Friday, July 25, 2008

Summertime

It's hot and dry. The spring flowers are long gone. The poppies were showy for several months. At first, their floating orange petals held up on lush green foliage. Toward the beginning of June, several heat spells later (and no more rain), the orange still blazingly bright, but the foliage darker, browner, wiry.

Where seedheads were allowed to mature and disperse, there will be seeds waiting for the next winter rains...

In May, as the Childs box had peaked, I went by with a pair of trimmers and cut the plants close to the ground.

In the next weeks, a heat wave arrived. The window box began to flower anew, but in a more sedate and mature sort of way. 

As I sat at my desk, occasionally, I was startled by small black pellets raining down on me. Living in an old house is constant work. Things are constantly falling apart, paint peeling, water dripping, bugs eating.... I asked my family whether they knew what was falling from the ceiling. We saw no leaks, no chipping paint, no wierd bugs... 

Then it occurred to me that the small black pellets were simply poppy seeds--seedheads I had saved from the Childs window box were literally exploding as the temperature rose. The curved shape that the seedheads twist into as they dry turns each one into a coiled up spring. When it's just dry enough, the spring shoots tens of little black pellets bouncing off the walls with incredible energy. They would make the sound of tens of little pins dropped to the ground-- but more exuberant.

I packaged up some of these seeds, and distributed them at the Farmlab talk. 

"These seeds are from first generation urban poppies grown in the planter of Child's Moving Company on York Boulevard. According to Judith Larner Lowry, chronicler of native plant gardening, one botanist counted 70 different subspecies of California poppies existing in the wild. At one time, it's possible that there were even more subspecies than that: each type adapted to locally specific conditions of water, soil, etc.

"Right now, we can only guess at what the subspecies that grew near your own neighborhood was like. Plant these seeds, and allow the poppies to reseed year after year. Before you move on, pass on the love of wildflowers to a trusted neighborhood to look after the plot. Make sure that before they pass on, they find another neighborhood to tend the plot. In several hundred years, maybe a new locally specific subspecies might start to develop... one perfectly adapted to the urban soil and cultural milieu you have chosen for it..."



1 comment:

Arvind said...

When the poppy plants turn pasty white, cut their stalks to the ground without disturbing the fat taproot. They will sprout again and bloom again. With light watering once a month and this cutting back treatment through summer and fall, they will live for many years.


▶ The problem
Where does the word "title" appear in the data? Copy every line that holds it.

─── Exercise data ───

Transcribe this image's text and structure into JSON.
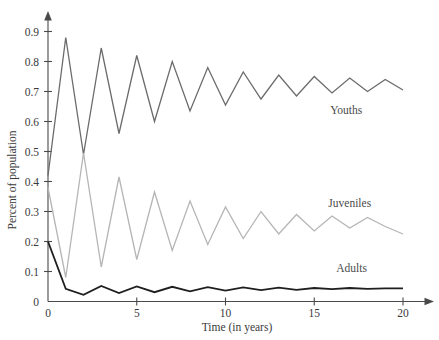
{
  "chart_data": {
    "type": "line",
    "title": "",
    "xlabel": "Time (in years)",
    "ylabel": "Percent of population",
    "xlim": [
      0,
      20
    ],
    "ylim": [
      0,
      0.95
    ],
    "grid": false,
    "legend_position": "inline-right",
    "x": [
      0,
      1,
      2,
      3,
      4,
      5,
      6,
      7,
      8,
      9,
      10,
      11,
      12,
      13,
      14,
      15,
      16,
      17,
      18,
      19,
      20
    ],
    "xticks": [
      0,
      5,
      10,
      15,
      20
    ],
    "xtick_labels": [
      "0",
      "5",
      "10",
      "15",
      "20"
    ],
    "yticks": [
      0,
      0.1,
      0.2,
      0.3,
      0.4,
      0.5,
      0.6,
      0.7,
      0.8,
      0.9
    ],
    "ytick_labels": [
      "0",
      "0.1",
      "0.2",
      "0.3",
      "0.4",
      "0.5",
      "0.6",
      "0.7",
      "0.8",
      "0.9"
    ],
    "series": [
      {
        "name": "Youths",
        "color": "#6b6b6b",
        "line_width": 1.3,
        "label_x": 16.8,
        "label_y": 0.625,
        "values": [
          0.42,
          0.88,
          0.49,
          0.845,
          0.56,
          0.82,
          0.6,
          0.8,
          0.635,
          0.78,
          0.655,
          0.765,
          0.675,
          0.755,
          0.685,
          0.75,
          0.695,
          0.745,
          0.7,
          0.74,
          0.705
        ]
      },
      {
        "name": "Juveniles",
        "color": "#b5b5b5",
        "line_width": 1.3,
        "label_x": 17.0,
        "label_y": 0.315,
        "values": [
          0.38,
          0.08,
          0.495,
          0.115,
          0.415,
          0.14,
          0.365,
          0.17,
          0.335,
          0.19,
          0.315,
          0.21,
          0.3,
          0.225,
          0.29,
          0.235,
          0.285,
          0.245,
          0.28,
          0.25,
          0.225
        ]
      },
      {
        "name": "Adults",
        "color": "#1f1f1f",
        "line_width": 1.8,
        "label_x": 17.1,
        "label_y": 0.098,
        "values": [
          0.2,
          0.042,
          0.022,
          0.052,
          0.028,
          0.05,
          0.031,
          0.049,
          0.034,
          0.048,
          0.036,
          0.047,
          0.038,
          0.046,
          0.039,
          0.045,
          0.041,
          0.045,
          0.042,
          0.044,
          0.044
        ]
      }
    ]
  },
  "axes": {
    "x_axis_name": "x-axis",
    "y_axis_name": "y-axis"
  }
}
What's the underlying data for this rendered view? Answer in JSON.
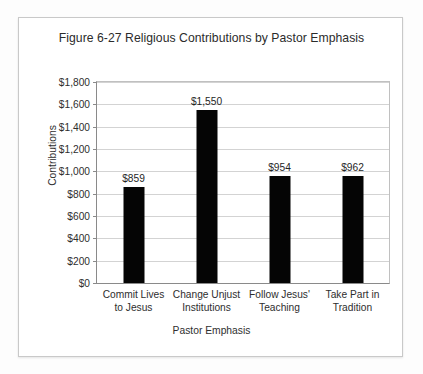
{
  "chart_data": {
    "type": "bar",
    "title": "Figure 6-27 Religious Contributions by Pastor Emphasis",
    "xlabel": "Pastor Emphasis",
    "ylabel": "Contributions",
    "categories": [
      "Commit Lives to Jesus",
      "Change Unjust Institutions",
      "Follow Jesus' Teaching",
      "Take Part in Tradition"
    ],
    "category_lines": [
      [
        "Commit Lives",
        "to Jesus"
      ],
      [
        "Change Unjust",
        "Institutions"
      ],
      [
        "Follow Jesus'",
        "Teaching"
      ],
      [
        "Take Part in",
        "Tradition"
      ]
    ],
    "values": [
      859,
      1550,
      954,
      962
    ],
    "value_labels": [
      "$859",
      "$1,550",
      "$954",
      "$962"
    ],
    "ylim": [
      0,
      1800
    ],
    "ytick_values": [
      0,
      200,
      400,
      600,
      800,
      1000,
      1200,
      1400,
      1600,
      1800
    ],
    "ytick_labels": [
      "$0",
      "$200",
      "$400",
      "$600",
      "$800",
      "$1,000",
      "$1,200",
      "$1,400",
      "$1,600",
      "$1,800"
    ],
    "grid": true,
    "legend": false,
    "bar_color": "#050505",
    "gridline_color": "#d3d3d3",
    "axis_color": "#8a8a8a",
    "plot_background": "#ffffff",
    "figure_border_color": "#c9c9c9"
  }
}
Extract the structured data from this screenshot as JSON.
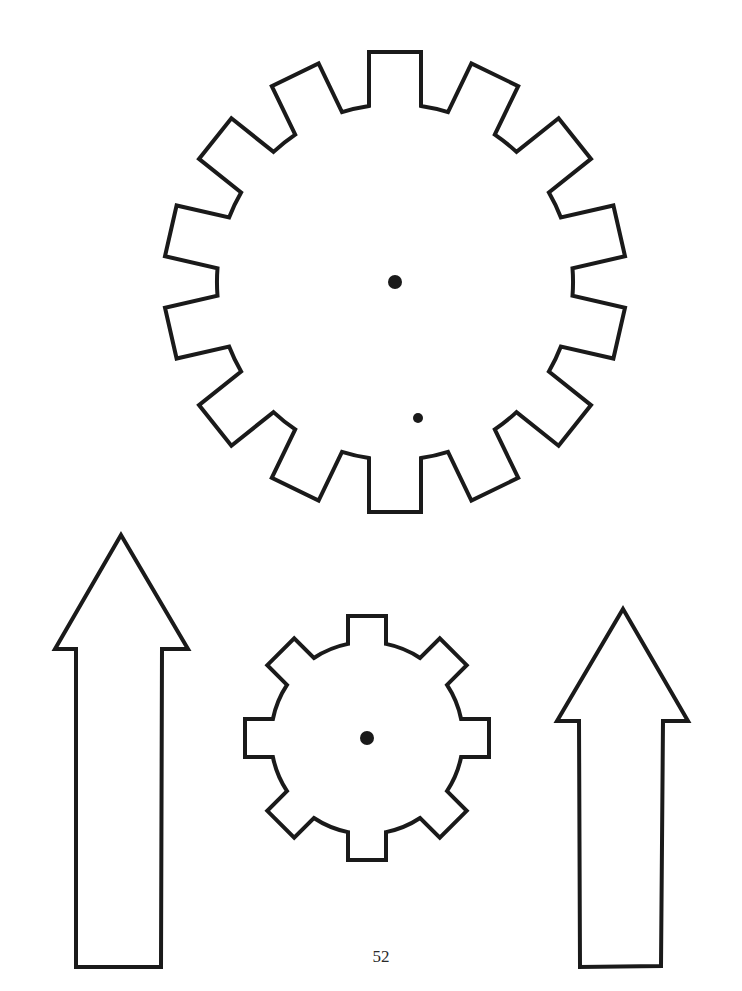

───

▶ Result of this exercise
    "title": "",
    "title": "Figure 6-27 Religious Contributions by Pastor Emphasis",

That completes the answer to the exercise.